Siol nan Gaidheal


The Necessity of Nationalism

A nationalist is necessarily an internationalist, and celebrates the great weave of cultural diversity of which their nation represents a single thread. Indeed the critics of nationalism are often betrayed into their posture of antipathy by their confusion of nationalism with the narrow chauvinism they secretly profess and which has been employed historically to entrench their economic advantage by asserting a cultural supremacy over subject peoples. Were these peoples to aspire to self-determination, to seek to attain freedom as a people, they would stand accused of charges of which they were entirely innocent, accused because those charges are the only way, after generations of oppression, that their accusers can relate to what their aspirations imply - whereas nation is to those aspiring to be free the repository of all that makes freedom meaningful, to their oppressors it has been but a means of levying armies and articulating dominance. Thus is the oppressor impoverished and in his self-absorbed myopia he will seek with his criticism to rob others of a concept of nation that enriches them. Therefore a nationalist stands shoulder to shoulder with the oppressed of the world and repudiates the crimes committed against them in the name of "nation" by those for whom a mere chauvinism has proved to be of temporary convenience.

A primary reason for a nation to aspire to freedom and self-determination is to enable it to fulfil one of its duties to the community of nations it can then take its place among, the duty of custodian of its part in the cultural inheritance of the world. Metaphors inevitably prove odious when discussing such matters, as they invariably elicit inaccurate interpretations and prompt unintended inferences. The term custodian in no way should be taken to imply the preservation of something static or dead. Rather, the nation is the proper forum for the nurturing in all the participants in that national culture of ways they can effectively express their humanity, and is a fluid, vibrant, living thing. A nationalist admits that such expression is fully engaged in the specificities of the participants' circumstances, and is not an abstract construction. Such abstract constructions have been attempted and have blighted more than a century during which people have been restricted to expressing themselves only as finite economic atoms conforming to this or that theory, ultimately finding themselves alienated, dehumanised, and capable of any atrocity. A nationalist is in essence tolerant because, in rejecting the spurious universalisms which have beguiled the last century, the various differing and complementary modes of relating to and expressing ones humanity entailed by the worlds nations are accepted. Nevertheless, while nationalists may appreciate the beauty of each, they have the duty of custodian only in respect of their own.

The path to self-knowledge begins in the real world where we accidentally reside and in whose effects we lodge our interim hopes and fears. As we consider our connections with this world radiating outward from us, from the most mundane and intimate comforts and irritants to the horizon of our awareness where we begin sense ourselves on the brink of something greater than ourselves, we find many different answers to the question, "who am I?" We rise from our slumber and set forth towards that horizon, and on the way encounter those who would press upon us the masks of temporary convenience, identities defined by ideological affiliation, lifestyle choice, and other such intellectual chewtoys and distractions. But it is only when we look upon the dawn flooding over the horizon before us that we recognise the lustre of truth. And though we come to it last, we acknowledge its prior claim on us, and say "I am a Scot."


How many lines in the entries below contain the word "removed"? Answer with the number and nothing else.

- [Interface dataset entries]
..............................
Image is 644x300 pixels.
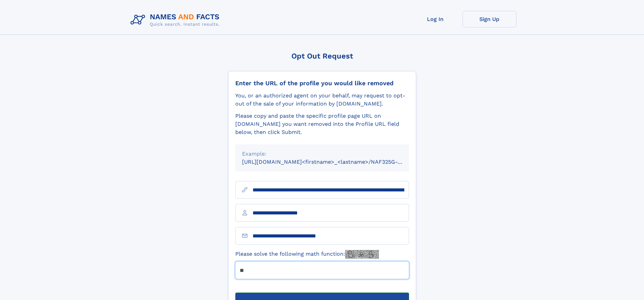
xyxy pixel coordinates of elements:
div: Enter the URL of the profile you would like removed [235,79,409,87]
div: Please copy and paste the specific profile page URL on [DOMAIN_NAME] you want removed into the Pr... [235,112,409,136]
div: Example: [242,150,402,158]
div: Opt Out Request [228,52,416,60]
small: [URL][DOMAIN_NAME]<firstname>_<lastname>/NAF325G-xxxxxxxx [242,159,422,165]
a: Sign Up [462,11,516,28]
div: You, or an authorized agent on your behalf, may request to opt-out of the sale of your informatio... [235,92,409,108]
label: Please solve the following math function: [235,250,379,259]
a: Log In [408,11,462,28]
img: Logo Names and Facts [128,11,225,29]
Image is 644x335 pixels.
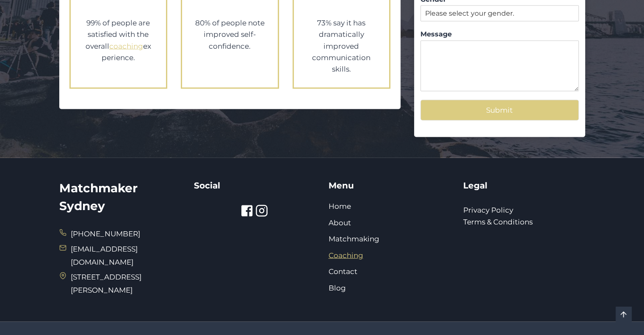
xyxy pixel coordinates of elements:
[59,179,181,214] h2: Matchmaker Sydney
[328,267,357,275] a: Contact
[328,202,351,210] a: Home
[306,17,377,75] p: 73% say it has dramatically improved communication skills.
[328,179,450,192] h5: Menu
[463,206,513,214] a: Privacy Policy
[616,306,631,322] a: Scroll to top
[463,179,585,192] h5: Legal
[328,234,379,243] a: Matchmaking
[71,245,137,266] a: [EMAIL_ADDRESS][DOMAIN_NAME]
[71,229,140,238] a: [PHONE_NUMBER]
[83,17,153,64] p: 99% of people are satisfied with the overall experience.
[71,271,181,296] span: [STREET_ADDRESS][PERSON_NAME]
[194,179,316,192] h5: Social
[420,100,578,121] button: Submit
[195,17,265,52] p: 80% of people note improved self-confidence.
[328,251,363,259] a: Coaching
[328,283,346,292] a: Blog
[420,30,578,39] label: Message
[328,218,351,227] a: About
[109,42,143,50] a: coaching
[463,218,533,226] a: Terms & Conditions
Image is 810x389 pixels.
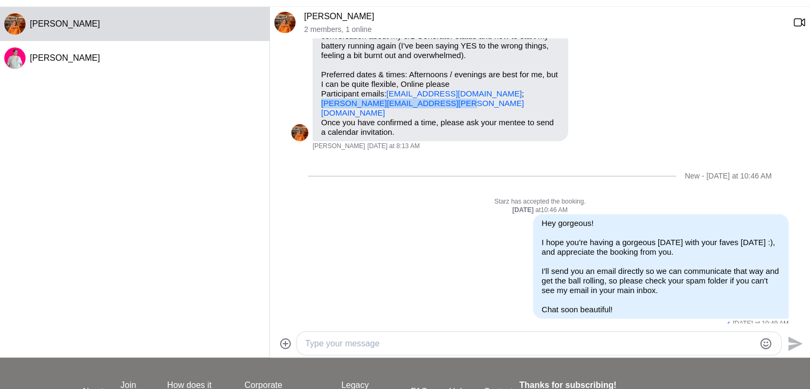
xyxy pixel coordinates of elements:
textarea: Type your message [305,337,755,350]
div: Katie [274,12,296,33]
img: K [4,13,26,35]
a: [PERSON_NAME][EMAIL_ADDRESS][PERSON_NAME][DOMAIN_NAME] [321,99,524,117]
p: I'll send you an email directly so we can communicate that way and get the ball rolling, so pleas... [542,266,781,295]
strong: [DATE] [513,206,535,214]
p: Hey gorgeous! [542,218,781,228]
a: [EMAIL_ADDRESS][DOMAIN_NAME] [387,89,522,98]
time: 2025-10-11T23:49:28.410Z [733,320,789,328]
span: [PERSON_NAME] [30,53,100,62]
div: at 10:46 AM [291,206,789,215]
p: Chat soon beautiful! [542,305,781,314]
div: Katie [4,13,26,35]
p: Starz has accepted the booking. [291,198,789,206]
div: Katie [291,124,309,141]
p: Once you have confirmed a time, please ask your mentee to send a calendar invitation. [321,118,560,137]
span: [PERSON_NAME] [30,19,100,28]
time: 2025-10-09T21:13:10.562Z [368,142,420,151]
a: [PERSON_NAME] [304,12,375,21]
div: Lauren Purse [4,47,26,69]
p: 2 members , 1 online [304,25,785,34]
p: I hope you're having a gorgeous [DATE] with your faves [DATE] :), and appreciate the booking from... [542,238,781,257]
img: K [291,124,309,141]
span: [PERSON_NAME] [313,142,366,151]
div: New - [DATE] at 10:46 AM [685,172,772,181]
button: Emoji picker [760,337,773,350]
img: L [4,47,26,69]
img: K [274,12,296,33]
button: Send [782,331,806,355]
..............................
- [Solution] 2